The city’s finance chief Cllr Tristan Chatfield warned that the ‘already struggling’ city would have to review all of its spending decisions for the rest of the year ahead and into next year. He reported an emergency budget was due to be considered at the Council Cabinet on 21 July 2020.
The report that was presented to the Cabinet was not, as promised, an “emergency budget” but a detailed and sober analysis of the financial challenge facing the Council.
The anticipated overspend for this financial year is £79.9 million of which £74.7 million was directly related to additional expenditure due to COVID19. This was after utilising the additional non ring fenced grant from the Government of £70.3 million provided to cover COVID19 expenditure.
Rather than detail any specific cuts the report outlined a call for the Government to increase its COVID19 funding or give the Council more freedom and flexibility to borrow money that could be repaid over a 10 year period.
The Council is rightly angry that the Tories appear to have reneged on promises made at the beginning of the COVID crisis that the Government will provide them the financial support they need to deal with COVID19. Just after the lockdown was announced in March Robert Jenrick MP, the housing, communities and local government secretary, pledged that his department would do “whatever is necessary” to help council leaders cope with the fallout of the coronavirus crisis. Urgent decisions, Mr Jenrick said, should not be put off because of concerns about money.
In May 2020 he insisted “let me be very clear to all council leaders across the country. We will stand behind them and ensure they will have the resources that they need to carry out the absolutely critical functions they are playing in the national response to the CV. That was the promise that I made to council leaders, as did the Prime Minister early in the life of the emergency.”
That a Tory Government has failed to live up to its promises probably surprises no trade unionist. However the option of borrowing to meet the shortfall or making spending cuts should be opposed. Councils have faced a decade of austerity cuts since the banking crash of 2008 that left them struggling to cope with COVID19. Social care in particular is in a dire state, underfunded, privatised, relying on minimum wage and casual labour, workers who faced no pay other than SSP if they called in sick due to COVID19.
The council has already slashed services by £730m since 2010 with plans to deliver further savings of £81m by 2023/24. If we are to oppose cuts borrowing is not the alternative as the repayments will just add to the further cuts planned.
Obviously faced with a funding crisis increased attention is being focussed on the expenditure on the Commonwealth games. Particularly as some of the benefits in terms of increased housing appear to be at risk due to the delays in construction caused by COVID19. Most of the funding is being provided by the Government and is mostly capital spending financed by borrowing. However capital loans have to be repaid and this will no doubt be a further financial pressure that risks a cut to services.
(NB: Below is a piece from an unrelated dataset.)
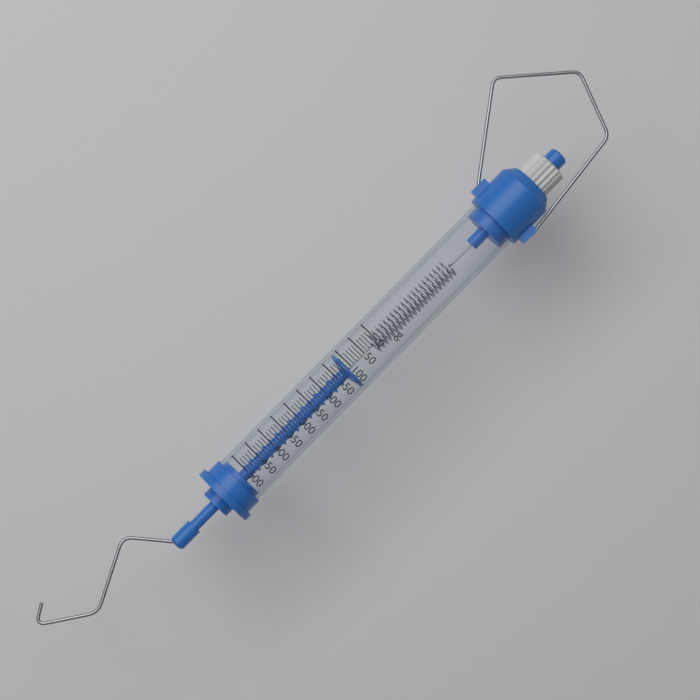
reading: 110 g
The Council needs to up its pressure on the Tories to properly compensate for the cost of responding to COVID19 and reverse the underfunding of essential services that the pandemic has demonstrated how crucial they are.
Reblogged this on Gogwit's Blog and commented:
Second wave, or spike, notwithstanding the 2019 novel coronavirus is the gift which will keep on taking, more so in England courtesy of the many dubious policy decisions – diktat – taken by the UK Government, generally unencumbered by meaningful discussion or oversight. And now the pressure, from the top, is for “business as usual.” Large cities and metropolitan bodies are in the unenviable position of having to budget around mandatory provision under epidemic conditions but also to mitigate shortcomings in national provisions – test, trace and isolate for example – all on top of the defunding of the past ten years.